The relevance of all of this for the readership of Lab Soft News is that social media are also being used to discuss serious medical issues. I have blogged previously about the relationship between social medical and pharmaceutical companies (see: Limitations Placed on Big Pharma Facebook Pages). Here's an update on this topic: FDA Readies Social Media Rules For Big Pharma. Over the last six months, the FDA has released three draft guidance documents about this issue. The FDA sponsored a "Social Media Draft Guidance Webinar” last July. The slides for a PDF file of the webinar can be viewed here.
The FDA webinar slides linked to above are couched in dense bureaucratic and legal language. However, one point that comes through loud and clear is the references to the use of "third parties" by pharma companies to communicate on social media. The pharmaceutical industry has a history of using third parties such as "disease foundations" and their web sites for marketing their drugs. Some of these non-profit disease foundations are supported by large pharma grants so that they function as extensions and mouthpieces for drugs and companies.

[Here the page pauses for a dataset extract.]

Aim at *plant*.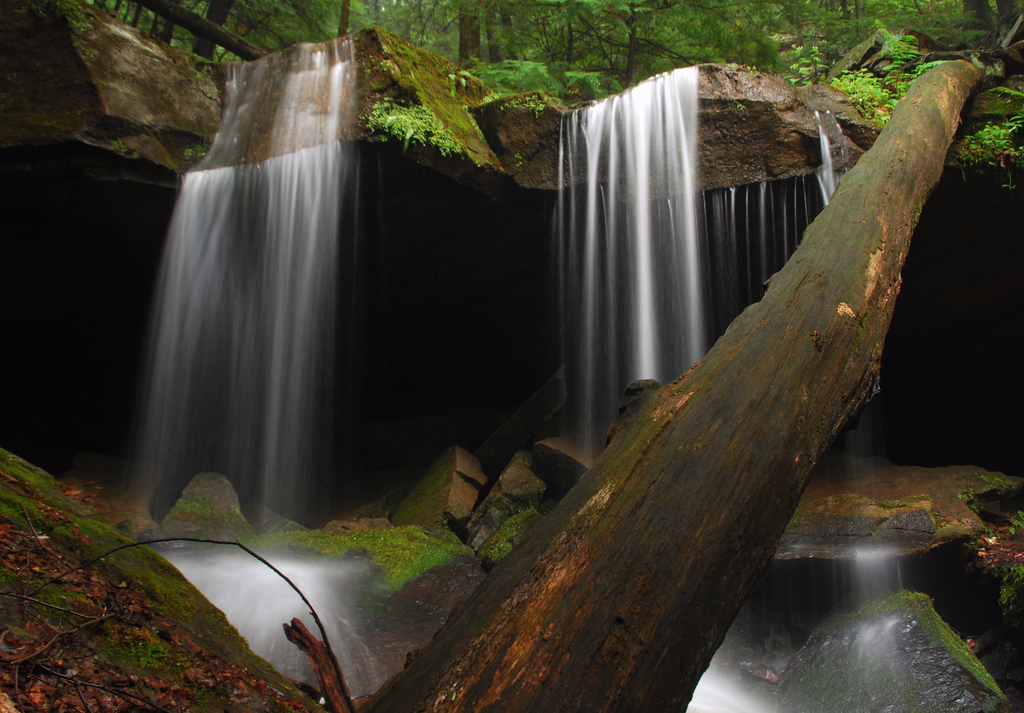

I have blogged about web sites with booby traps (see: Identifying Risky and Biased Medical Web Sites). Here is a quote from that note:
Jill of All Trades MD has posted a note about how to identify medical "booby traps" on the web. By this I mean web sites and blogs providing medical advice that is skewed, unscrupulous, or designed to sell you some product like vitamins. I am also bothered by "disease foundations" that sponsor what appear to be unbiased web sites but which receive most of their funding from pharmaceutical companies and medical device and may exhibit favoritism in this regard.